I. Unit Framing: The End of Empires
Between 1945 and 1975, almost every European colony in Asia, Africa, and the Caribbean became an independent state. The British, French, Dutch, Belgian, and Portuguese empires all dissolved. More than fifty new nations joined the United Nations. This was the most rapid reorganization of the global political map in modern history. Maria should understand both the forces that produced decolonization and the difficult questions that followed: what kind of states would replace the colonies, what kind of national identities would form, and what kind of relationships would emerge between former colonizers and former colonies.
Decolonization did not arrive suddenly in 1945. Anti-colonial movements had existed throughout the imperial era.
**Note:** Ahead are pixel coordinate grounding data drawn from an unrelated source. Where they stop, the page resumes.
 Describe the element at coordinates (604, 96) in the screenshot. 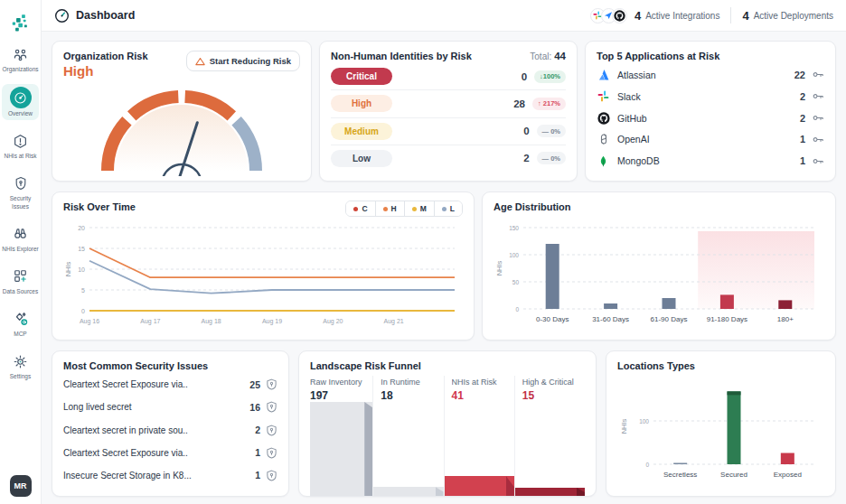

I see `slack-logo-icon` at that location.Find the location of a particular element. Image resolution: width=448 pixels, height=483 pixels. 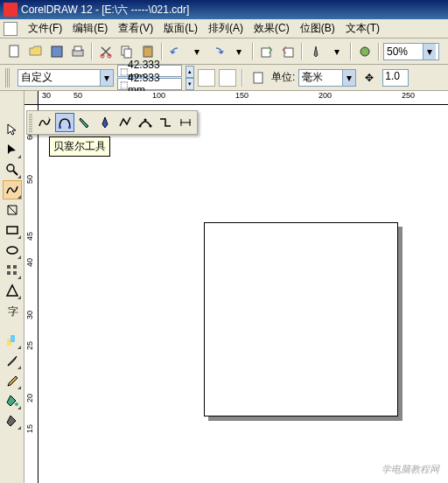

outline-tool is located at coordinates (12, 381). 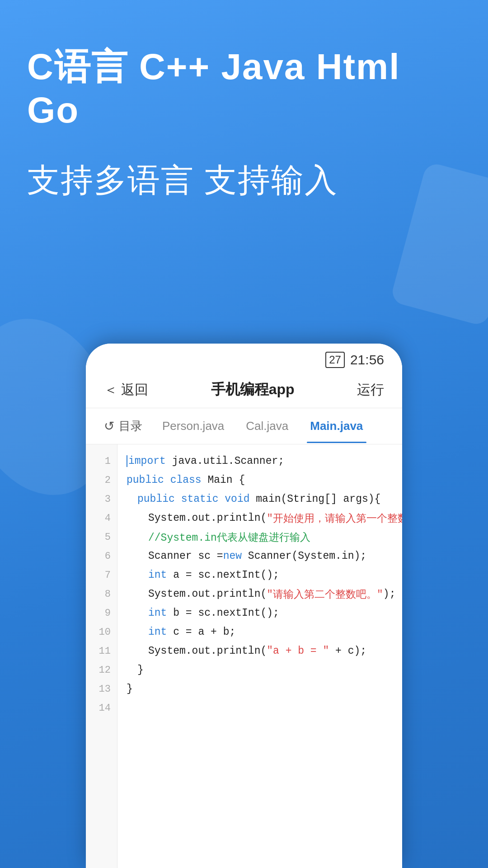 What do you see at coordinates (336, 426) in the screenshot?
I see `tab-main-java: Main.java` at bounding box center [336, 426].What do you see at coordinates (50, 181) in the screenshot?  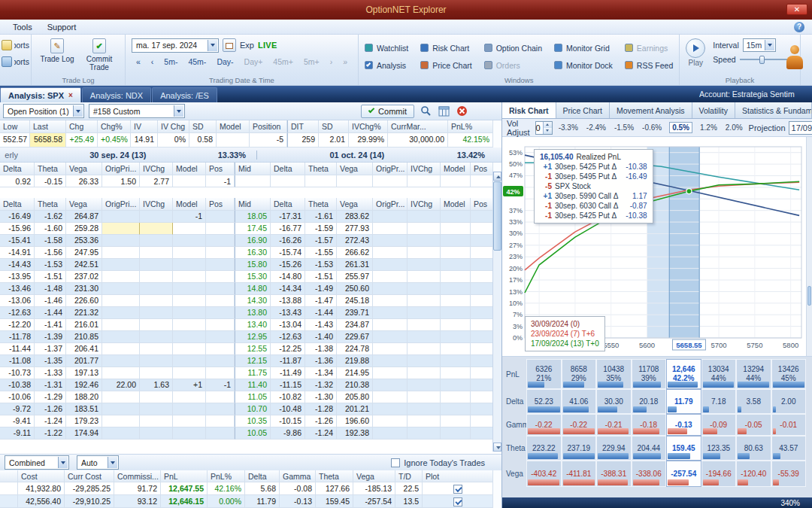 I see `chain-cell: -0.15` at bounding box center [50, 181].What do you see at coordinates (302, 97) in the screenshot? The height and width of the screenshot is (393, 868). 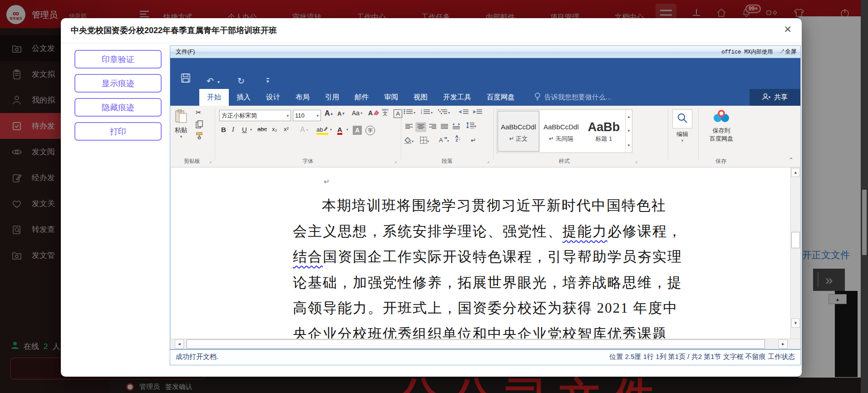 I see `ribbon-tab-布局: 布局` at bounding box center [302, 97].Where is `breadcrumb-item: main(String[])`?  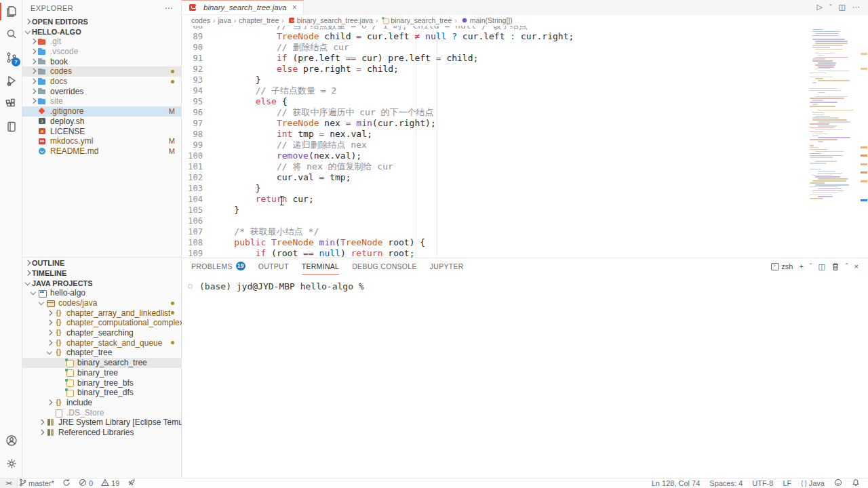
breadcrumb-item: main(String[]) is located at coordinates (486, 20). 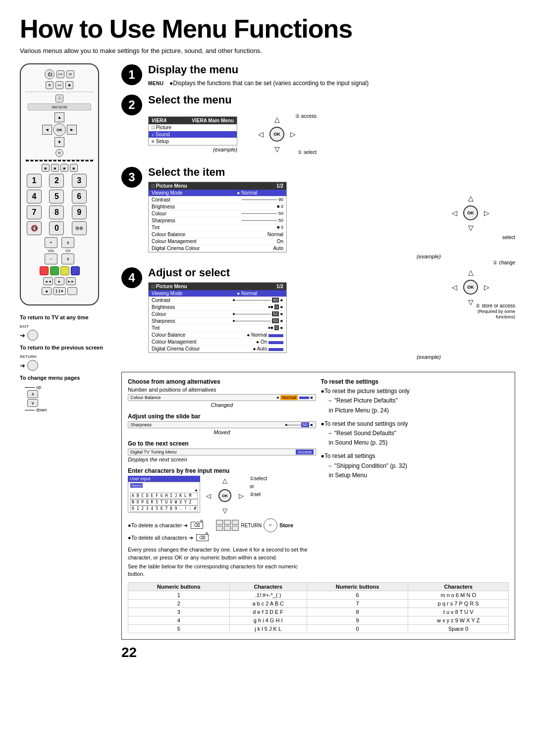 I want to click on bottom-right: To reset the settings ●To reset the pict…, so click(x=415, y=478).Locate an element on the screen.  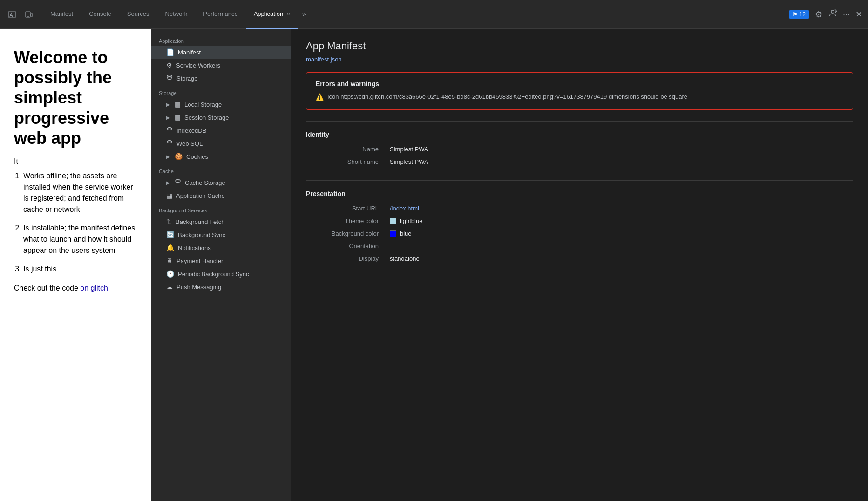
top-bar-right: ⚑ 12 ⚙ ··· ✕ is located at coordinates (826, 14).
The Indian National Congress was founded in 1885. African pan-nationalism emerged in the early twentieth century. But several factors converged after WWII to make decolonization unstoppable. European powers were economically exhausted and morally compromised. Colonial subjects had served in WWII and returned home expecting recognition. The new superpowers (the U.S. and USSR) had ideological reasons to oppose European imperialism. The United Nations enshrined self-determination as a principle. The cumulative effect was that the imperial order, which had seemed permanent in 1900, became indefensible by 1950.
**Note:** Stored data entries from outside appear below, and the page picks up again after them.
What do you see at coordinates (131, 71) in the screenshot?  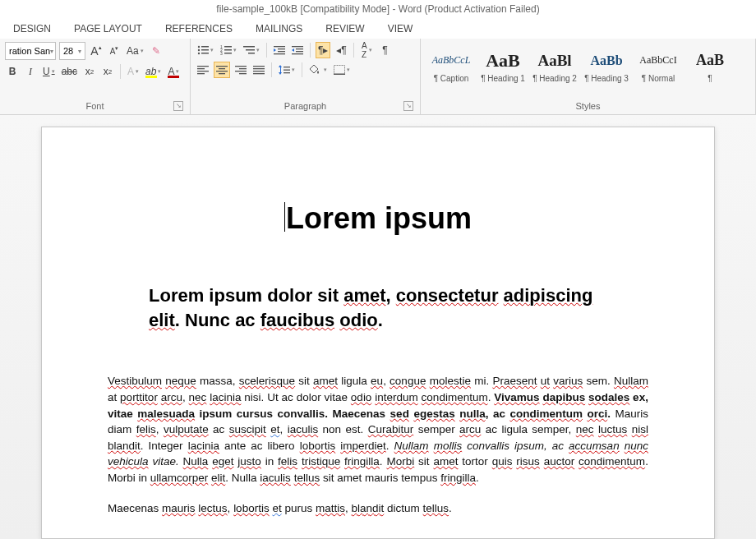 I see `text-effects-icon: A` at bounding box center [131, 71]. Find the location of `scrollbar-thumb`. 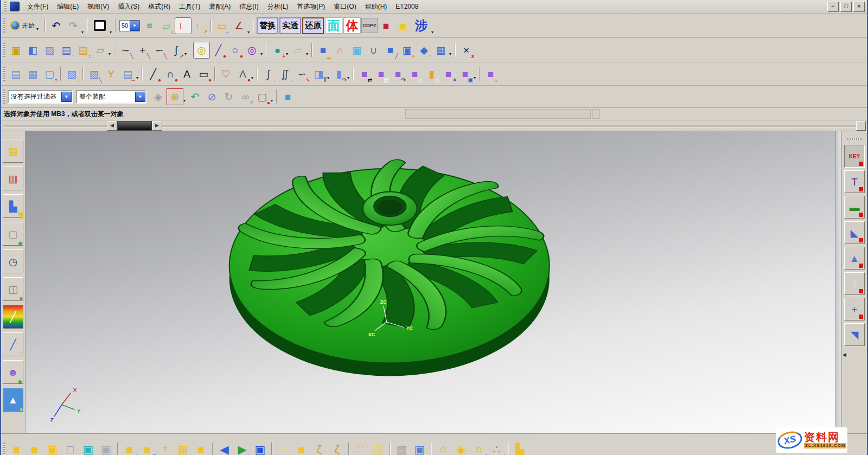

scrollbar-thumb is located at coordinates (135, 126).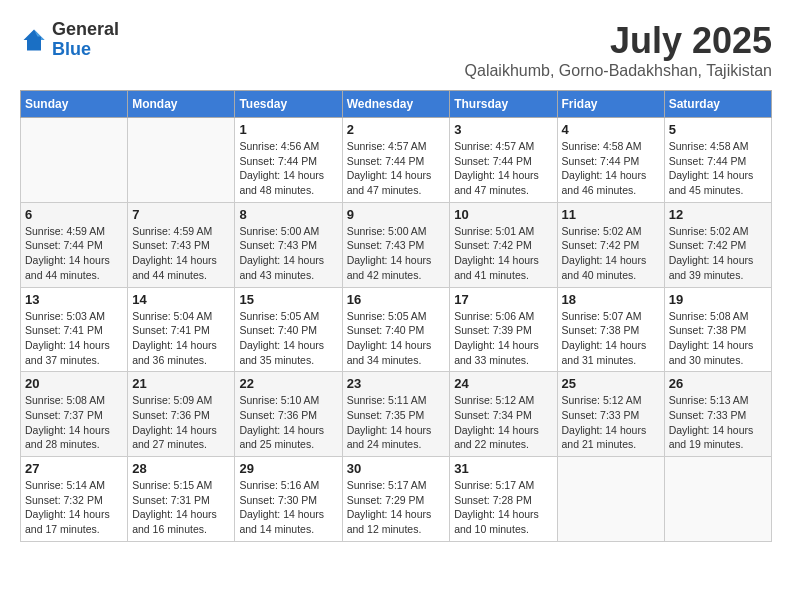 This screenshot has width=792, height=612. I want to click on day-number: 30, so click(396, 468).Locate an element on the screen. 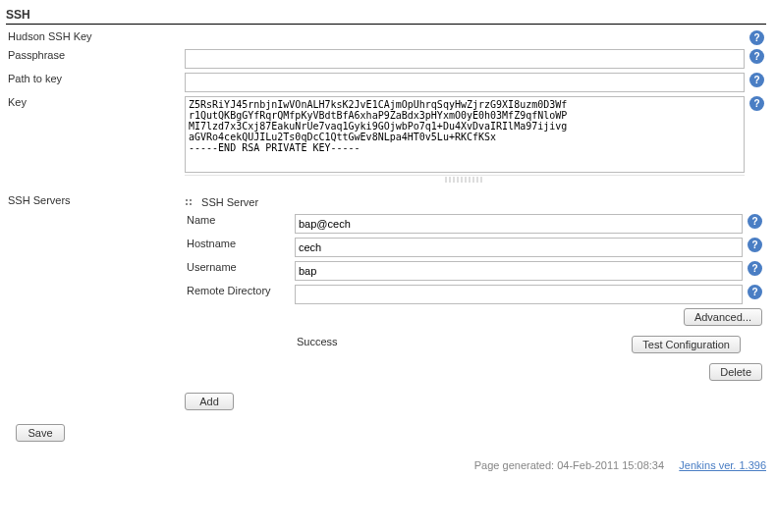 This screenshot has width=776, height=532. textarea-resize-handle is located at coordinates (465, 179).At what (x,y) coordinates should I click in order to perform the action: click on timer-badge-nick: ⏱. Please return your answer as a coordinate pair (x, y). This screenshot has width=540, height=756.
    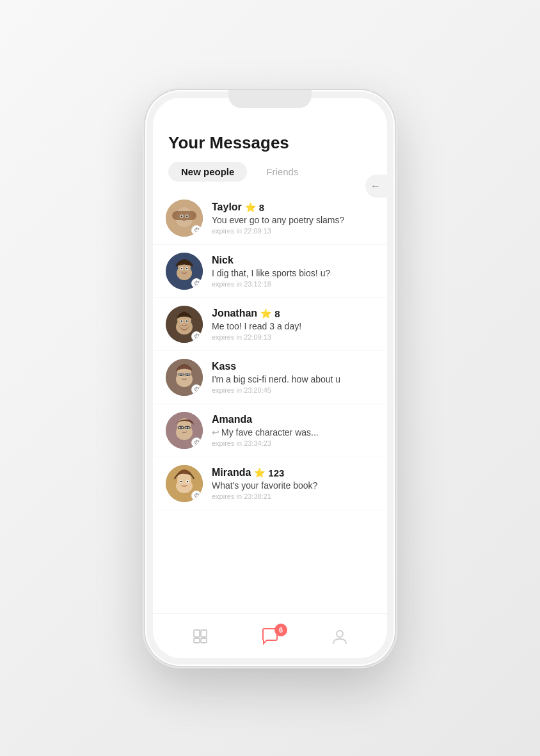
    Looking at the image, I should click on (196, 283).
Strategic insight: The story of decolonization has three movements. First, the rise of organized anti-colonial movements before WWII, often led by Western-educated elites whose education in colonial schools paradoxically gave them the intellectual tools to demand independence. Second, the achievement of formal political independence between 1945 and 1975, sometimes through negotiation and sometimes through war. Third, the difficult work of nation-building after independence, complicated by colonial-era borders, ethnic and religious divisions, economic dependencies, and Cold War interference.
Essential question: How did colonized peoples win independence from European empires, and what challenges did new nations face in defining themselves after independence?